‘SI’ Swimsuit Models on ‘Risque’ Cover Controversy: ‘It’s So Ridiculous’

When model Lily Aldridge graced the cover of Sports Illustrated‘s 50th anniversary Swimsuit Edition last year with Chrissy Teigen and Nina Agdal, she never commemorated the milestone with a framed copy. And the mammoth poster of the cover that someone did give her currently resides in her closet. But, she says, she made sure to autograph an issue for her husband, Kings of Leon frontman Caleb Followill.
“I signed one for him, and he signed his Rolling Stone cover for me,” she says with a smile, keeping warm on a tour bus parked on Nashville’s Lower Broadway. “I love that Rolling Stone cover.”
Aldridge, along with current SI Swimsuit Edition cover model Hannah Davis, is in the Tennessee capital for the sports magazine’s music-oriented “Swimville,” two days of concerts by artists like Kings of Leon, Chris Young and Will Hoge, and cover signings by Davis and the women in this year’s issue. In fact, it was Aldridge and Followill, both Nashville area residents, who helped lure SI to town. “My husband does the Music City Food and Wine Festival in September. I invited Sports Illustrated to come down and they just fell in love with the city and they wanted to do launch week here.”
Davis’ cover, shot at Blackberry Farm, a mountain retreat in Walland, Tennessee, about three hours east of Nashville, also made Music City a natural choice to host Swimville. Yet the photo – with Davis’ bikini bottom playing a game of peekaboo – didn’t arrive without controversy. Some have commented that it borders on the obscene.
Davis laughs. “The fact is, you can’t see anything. So all we’re talking about is what you cannot see. That’s why I think it’s funny,” she says, adding that her parents liked the cover. “For the people that think it’s too risqué, it’s probably just not the right magazine for them. I’ve been hearing, ‘Yes, but it’s on newsstands.’ And I’m like, ‘So is Playboy and FHM and porn magazines.’ If you’re talking about your child seeing that image, between social media and anything else these days, I think it’s the least of your concerns.”
Aldridge feels likewise. “It’s so ridiculous. It’s swimwear, sexy girls…it’s really not that crazy at all. Hannah looks beautiful and I think people just like to make a deal of anything,” she says.
The lines to meet the models at Swimville – which attracted 15,000 people on its first day alone – were a mix of tourists and locals, from teenage boys to businessmen. It’s the former that elicit the best responses, Davis says. “Their hands start shaking and it takes them like five tries to take a selfie. I’m like, ‘Honey, just calm down. I’m as normal as they come.'”
Even country singer Young, a diehard sports fan, found it hard to think straight around a tent full of models. When the organizers asked him to perform, he says he answered, “yes” in one long run-on sentence. “But more than anything, it’s been a chance to mess with my buddies. All my guy friends were like, ‘How’d you get to play that?'” Young says backstage, where models and artists like Chase Rice were milling about. “If I could find some way to not only play music but also talk sports, I don’t know what I’d do with myself.”
Despite the wealth of options to view photos of naked women online – which John Oliver pointed out while skewering the Swimsuit Issue in a “How Is This Still a Thing?” segment on Last Week Tonight – Davis and Aldridge believe the annual edition maintains its appeal thanks to the surprise of who scored the cover.
“This one magazine comes out once a year and you can’t wait to see who the girls are, who the new girls are and who came back,” Aldridge says.
“It’s not like Maxim where they always have hot girls on the cover every month,” Davis adds. “It’s the anticipation that makes it so great.”
For Davis, after a full day of mingling and posing, she was most anticipating a late lunch at local fave Hattie B’s Hot Chicken. She and a bunch of her fellow models are feeling adventurous. “I don’t even know what hot chicken is,” she says, “but I love chicken any way it comes.”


* **Exercise description**: All lines holding the string "will" should be copied from the data below.

* **Input**:
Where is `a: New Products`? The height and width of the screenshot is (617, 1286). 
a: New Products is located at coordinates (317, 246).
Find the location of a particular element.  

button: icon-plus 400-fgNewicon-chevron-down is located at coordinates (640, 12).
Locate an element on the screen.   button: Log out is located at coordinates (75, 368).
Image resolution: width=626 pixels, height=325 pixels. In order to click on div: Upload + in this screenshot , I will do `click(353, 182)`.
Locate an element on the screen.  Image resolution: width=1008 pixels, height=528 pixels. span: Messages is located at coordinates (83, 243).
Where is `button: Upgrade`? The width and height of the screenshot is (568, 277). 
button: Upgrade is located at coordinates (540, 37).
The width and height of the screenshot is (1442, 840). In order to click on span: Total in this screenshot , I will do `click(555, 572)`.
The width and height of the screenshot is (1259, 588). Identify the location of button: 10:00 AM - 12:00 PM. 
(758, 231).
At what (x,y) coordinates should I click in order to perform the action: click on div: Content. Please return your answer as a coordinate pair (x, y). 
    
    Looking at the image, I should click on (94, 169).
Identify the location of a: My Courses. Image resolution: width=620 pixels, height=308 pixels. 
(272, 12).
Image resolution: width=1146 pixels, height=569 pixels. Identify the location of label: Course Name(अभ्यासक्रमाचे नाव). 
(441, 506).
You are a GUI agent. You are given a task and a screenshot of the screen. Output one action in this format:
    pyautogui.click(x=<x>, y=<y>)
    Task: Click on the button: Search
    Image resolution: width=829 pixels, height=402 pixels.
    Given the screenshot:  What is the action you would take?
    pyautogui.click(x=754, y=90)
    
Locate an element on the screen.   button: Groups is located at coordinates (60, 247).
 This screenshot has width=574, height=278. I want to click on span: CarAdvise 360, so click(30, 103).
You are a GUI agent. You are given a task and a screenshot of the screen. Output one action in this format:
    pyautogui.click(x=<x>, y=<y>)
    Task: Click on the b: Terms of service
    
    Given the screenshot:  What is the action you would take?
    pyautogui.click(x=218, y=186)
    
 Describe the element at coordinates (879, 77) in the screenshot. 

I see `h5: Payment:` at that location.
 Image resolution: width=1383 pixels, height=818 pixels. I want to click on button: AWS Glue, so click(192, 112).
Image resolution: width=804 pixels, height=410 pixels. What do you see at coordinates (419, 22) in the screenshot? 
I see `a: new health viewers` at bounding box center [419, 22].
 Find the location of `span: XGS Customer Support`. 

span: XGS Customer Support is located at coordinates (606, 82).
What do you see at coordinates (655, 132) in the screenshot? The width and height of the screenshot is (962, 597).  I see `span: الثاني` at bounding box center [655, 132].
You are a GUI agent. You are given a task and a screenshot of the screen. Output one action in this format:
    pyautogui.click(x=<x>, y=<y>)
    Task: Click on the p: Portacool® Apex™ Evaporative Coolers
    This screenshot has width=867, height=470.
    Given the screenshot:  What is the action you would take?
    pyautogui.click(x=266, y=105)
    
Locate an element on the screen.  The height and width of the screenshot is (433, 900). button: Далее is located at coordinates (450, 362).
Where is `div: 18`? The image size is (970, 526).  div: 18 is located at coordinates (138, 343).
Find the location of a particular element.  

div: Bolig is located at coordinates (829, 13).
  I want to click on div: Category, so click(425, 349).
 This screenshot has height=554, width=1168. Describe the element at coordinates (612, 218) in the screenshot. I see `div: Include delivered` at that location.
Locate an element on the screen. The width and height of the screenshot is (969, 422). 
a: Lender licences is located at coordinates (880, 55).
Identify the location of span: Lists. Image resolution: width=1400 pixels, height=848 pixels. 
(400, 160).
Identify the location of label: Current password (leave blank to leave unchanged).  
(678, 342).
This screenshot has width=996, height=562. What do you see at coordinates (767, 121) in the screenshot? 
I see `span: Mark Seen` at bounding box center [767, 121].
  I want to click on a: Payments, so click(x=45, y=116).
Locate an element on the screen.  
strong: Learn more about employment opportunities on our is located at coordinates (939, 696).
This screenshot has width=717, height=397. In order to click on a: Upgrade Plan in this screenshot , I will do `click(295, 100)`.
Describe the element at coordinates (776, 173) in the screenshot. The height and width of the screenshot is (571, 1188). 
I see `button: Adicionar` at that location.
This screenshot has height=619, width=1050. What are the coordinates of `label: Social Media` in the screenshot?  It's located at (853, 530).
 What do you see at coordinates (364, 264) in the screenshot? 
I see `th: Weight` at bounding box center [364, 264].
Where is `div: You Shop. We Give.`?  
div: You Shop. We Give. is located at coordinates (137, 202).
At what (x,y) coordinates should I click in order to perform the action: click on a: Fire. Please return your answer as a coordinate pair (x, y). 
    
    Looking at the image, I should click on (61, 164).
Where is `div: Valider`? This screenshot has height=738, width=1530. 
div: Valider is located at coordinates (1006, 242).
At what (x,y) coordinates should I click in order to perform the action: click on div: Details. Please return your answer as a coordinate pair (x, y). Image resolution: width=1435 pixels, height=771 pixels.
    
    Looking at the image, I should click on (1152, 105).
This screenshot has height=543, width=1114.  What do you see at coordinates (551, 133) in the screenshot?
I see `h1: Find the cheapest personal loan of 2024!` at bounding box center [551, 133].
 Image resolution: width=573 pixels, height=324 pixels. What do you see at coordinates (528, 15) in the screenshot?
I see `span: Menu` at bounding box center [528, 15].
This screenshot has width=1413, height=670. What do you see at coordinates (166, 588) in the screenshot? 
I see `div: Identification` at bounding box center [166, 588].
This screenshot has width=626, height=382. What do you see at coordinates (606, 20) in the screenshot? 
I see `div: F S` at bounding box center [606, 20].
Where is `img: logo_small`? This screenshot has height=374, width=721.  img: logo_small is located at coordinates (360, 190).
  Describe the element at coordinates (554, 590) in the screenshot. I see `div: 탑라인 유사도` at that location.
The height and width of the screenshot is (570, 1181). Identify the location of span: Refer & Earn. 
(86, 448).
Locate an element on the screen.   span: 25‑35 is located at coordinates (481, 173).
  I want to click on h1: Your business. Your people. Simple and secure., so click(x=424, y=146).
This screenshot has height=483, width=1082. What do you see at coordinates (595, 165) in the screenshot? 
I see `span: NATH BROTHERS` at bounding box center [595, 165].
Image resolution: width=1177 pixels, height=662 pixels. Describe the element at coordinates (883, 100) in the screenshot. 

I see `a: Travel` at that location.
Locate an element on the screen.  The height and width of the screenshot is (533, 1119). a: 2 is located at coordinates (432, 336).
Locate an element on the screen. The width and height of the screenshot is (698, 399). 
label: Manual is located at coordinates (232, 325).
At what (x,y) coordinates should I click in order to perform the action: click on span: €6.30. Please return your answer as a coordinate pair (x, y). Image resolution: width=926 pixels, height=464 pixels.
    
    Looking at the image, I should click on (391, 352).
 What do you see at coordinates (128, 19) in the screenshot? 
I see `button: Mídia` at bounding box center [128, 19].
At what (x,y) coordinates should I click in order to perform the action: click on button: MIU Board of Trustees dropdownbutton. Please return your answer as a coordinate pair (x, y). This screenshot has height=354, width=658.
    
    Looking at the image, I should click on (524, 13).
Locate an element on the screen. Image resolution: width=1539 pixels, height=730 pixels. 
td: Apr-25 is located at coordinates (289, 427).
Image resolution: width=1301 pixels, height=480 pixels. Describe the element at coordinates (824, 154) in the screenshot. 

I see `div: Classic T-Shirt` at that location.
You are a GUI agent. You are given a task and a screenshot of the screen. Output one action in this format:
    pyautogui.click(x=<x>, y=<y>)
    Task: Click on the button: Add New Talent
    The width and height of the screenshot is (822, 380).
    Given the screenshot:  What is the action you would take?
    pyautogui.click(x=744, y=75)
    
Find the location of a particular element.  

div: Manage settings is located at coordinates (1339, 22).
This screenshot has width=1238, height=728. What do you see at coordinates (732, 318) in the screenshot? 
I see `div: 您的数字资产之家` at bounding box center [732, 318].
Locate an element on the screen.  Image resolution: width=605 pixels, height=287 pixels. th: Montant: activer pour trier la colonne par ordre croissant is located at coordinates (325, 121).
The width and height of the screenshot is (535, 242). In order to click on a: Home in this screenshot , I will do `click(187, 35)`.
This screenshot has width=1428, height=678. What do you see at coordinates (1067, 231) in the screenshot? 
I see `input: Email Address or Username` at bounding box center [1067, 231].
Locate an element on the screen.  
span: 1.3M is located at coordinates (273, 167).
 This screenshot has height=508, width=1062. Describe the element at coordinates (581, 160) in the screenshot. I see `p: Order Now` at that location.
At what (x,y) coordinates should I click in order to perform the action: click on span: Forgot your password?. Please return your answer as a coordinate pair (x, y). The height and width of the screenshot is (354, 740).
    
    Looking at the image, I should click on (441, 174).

* **Result**:
Image resolution: width=626 pixels, height=325 pixels. In order to click on div: Upload + in this screenshot , I will do `click(353, 182)`.
The width and height of the screenshot is (1442, 840). In order to click on span: Total in this screenshot , I will do `click(555, 572)`.
This screenshot has width=717, height=397. In order to click on a: Upgrade Plan in this screenshot , I will do `click(295, 100)`.
The width and height of the screenshot is (535, 242). In order to click on a: Home in this screenshot , I will do `click(187, 35)`.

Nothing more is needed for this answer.